Recreations of European tombstones, monuments for sale in Baldwin City

Gary Browne, who lives outside of Garnett, Kan., is pictured with an early 1500s tombstone rubbing. Browne is an antique dealer and has presented a collection of monument and tombstone rubbings that will be on display and for sale at Lumberyard Arts Center in Baldwin City, June 20 through July 12.

Also Friday

After the art center’s show, the Baldwin City Community Theatre will perform its summer musical “The Phantom Tollbooth” in the Lotatorium east of the Lumberyard at 8 p.m.

Nearly three dozen rubbings of European monuments and tombstones dating as far back as the 1400s will be on display and for sale for the next month at Lumberyard Arts Center, 715 High St., in Baldwin City.

The collection’s opening will be from 6 to 8 p.m. Friday and it will remain on exhibit 1-4 p.m. Tuesdays through Fridays and 9 a.m. to noon Saturdays until July 12.

Gary Browne, an antiques appraiser and former Baldwin City resident, collected the pieces from a Garnett family. Browne called the opportunity to see what amounts to actual-size recreations of the tombs’ and monuments’ ornate designs “pretty intense.”

“To actually see in person the exact replica of older tombs and tombstones and monuments is really something,” Browne said.

Friday’s opening will be part of an evening of activities in downtown Baldwin City to celebrate the 100th anniversary of the Ives-Hartley Building, a landmark building converted in 2010 to house the arts center. Cake will be served and yardsticks will be distributed to mark the building’s first 100 years.

Browne said the rubbings were created using a piece of tissue paper pressed against the design with the image created using a colored pencil, chalk or crayon. The matron of the Marine Corps family from which Browne collected the pieces created the works while stationed in London in the early 1970s.

“Each one could take literally hours,” he said.

Among the images depicted are knights in armor and ladies in the garb of the day. Swords, animals, flowing dresses and Edwardian collars round out the spectrum of designs.

The pieces range in size from four- to six-feet tall and are priced between $20 to $275, with a portion of the proceeds going to the gallery. Browne said each piece is matted and some are framed.

But why take the time to create a rubbing instead of a photograph or sketch?

“Sketching it out is the art’s interpretation: the transfer from the eyeball to heart to hand,” Browne said. “This is the exact replica of the actual tomb.”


- [WHAT YOU ARE ASKED TO DO]: The expected output is each line below containing "Bill", copied in full.

==============================

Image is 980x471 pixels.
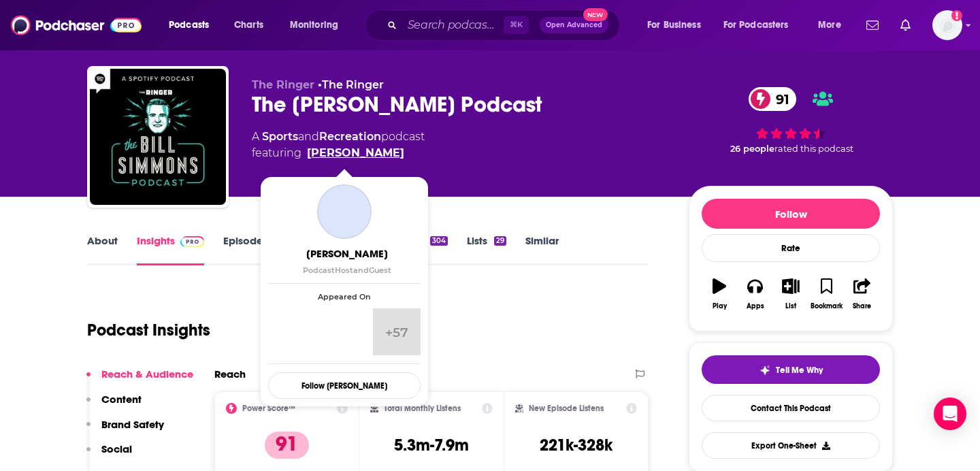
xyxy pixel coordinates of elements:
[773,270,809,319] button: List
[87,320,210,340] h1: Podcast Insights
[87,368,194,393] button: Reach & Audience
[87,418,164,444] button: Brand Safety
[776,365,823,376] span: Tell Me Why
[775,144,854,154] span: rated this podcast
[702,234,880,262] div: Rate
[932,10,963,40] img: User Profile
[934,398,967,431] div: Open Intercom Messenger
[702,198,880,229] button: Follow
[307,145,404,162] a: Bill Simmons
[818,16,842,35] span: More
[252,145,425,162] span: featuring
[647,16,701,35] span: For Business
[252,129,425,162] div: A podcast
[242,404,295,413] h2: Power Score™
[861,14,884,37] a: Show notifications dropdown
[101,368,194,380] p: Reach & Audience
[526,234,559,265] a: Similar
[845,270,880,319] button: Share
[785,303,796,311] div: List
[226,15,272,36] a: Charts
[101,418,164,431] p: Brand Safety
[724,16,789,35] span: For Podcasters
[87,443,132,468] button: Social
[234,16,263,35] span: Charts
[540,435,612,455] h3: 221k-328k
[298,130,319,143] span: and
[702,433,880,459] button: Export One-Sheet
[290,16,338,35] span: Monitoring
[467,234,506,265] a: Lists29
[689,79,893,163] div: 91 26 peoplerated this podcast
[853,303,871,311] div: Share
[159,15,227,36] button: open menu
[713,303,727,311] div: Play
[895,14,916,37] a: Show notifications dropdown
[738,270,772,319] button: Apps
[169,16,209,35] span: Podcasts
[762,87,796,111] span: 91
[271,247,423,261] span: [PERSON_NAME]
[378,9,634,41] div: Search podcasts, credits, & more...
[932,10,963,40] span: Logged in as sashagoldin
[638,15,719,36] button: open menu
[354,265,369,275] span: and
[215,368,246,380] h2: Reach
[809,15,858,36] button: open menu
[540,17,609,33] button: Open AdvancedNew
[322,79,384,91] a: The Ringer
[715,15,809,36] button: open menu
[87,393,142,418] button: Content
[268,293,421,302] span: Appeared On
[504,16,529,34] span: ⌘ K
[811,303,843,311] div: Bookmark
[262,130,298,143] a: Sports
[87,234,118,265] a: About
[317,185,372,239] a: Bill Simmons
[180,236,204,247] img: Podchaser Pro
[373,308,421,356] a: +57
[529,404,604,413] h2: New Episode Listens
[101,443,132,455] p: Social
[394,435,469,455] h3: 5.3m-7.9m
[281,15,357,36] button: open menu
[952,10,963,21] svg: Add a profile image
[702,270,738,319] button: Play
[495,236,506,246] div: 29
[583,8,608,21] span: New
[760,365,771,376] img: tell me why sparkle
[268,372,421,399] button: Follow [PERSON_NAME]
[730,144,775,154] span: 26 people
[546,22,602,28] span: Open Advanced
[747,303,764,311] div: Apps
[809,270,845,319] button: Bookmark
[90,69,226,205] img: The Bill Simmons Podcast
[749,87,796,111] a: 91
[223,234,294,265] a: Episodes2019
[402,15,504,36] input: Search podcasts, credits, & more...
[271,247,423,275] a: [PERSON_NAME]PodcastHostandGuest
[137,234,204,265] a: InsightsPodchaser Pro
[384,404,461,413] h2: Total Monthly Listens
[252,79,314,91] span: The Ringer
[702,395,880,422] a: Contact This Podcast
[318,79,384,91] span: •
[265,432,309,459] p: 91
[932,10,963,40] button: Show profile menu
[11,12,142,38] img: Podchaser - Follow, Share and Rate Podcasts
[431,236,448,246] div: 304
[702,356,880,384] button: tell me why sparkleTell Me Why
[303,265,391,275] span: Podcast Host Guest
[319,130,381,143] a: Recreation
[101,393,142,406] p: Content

==============================

- [TASK SOLUTION]:
[307,145,404,162] a: Bill Simmons
[317,185,372,239] a: Bill Simmons
[90,69,226,205] img: The Bill Simmons Podcast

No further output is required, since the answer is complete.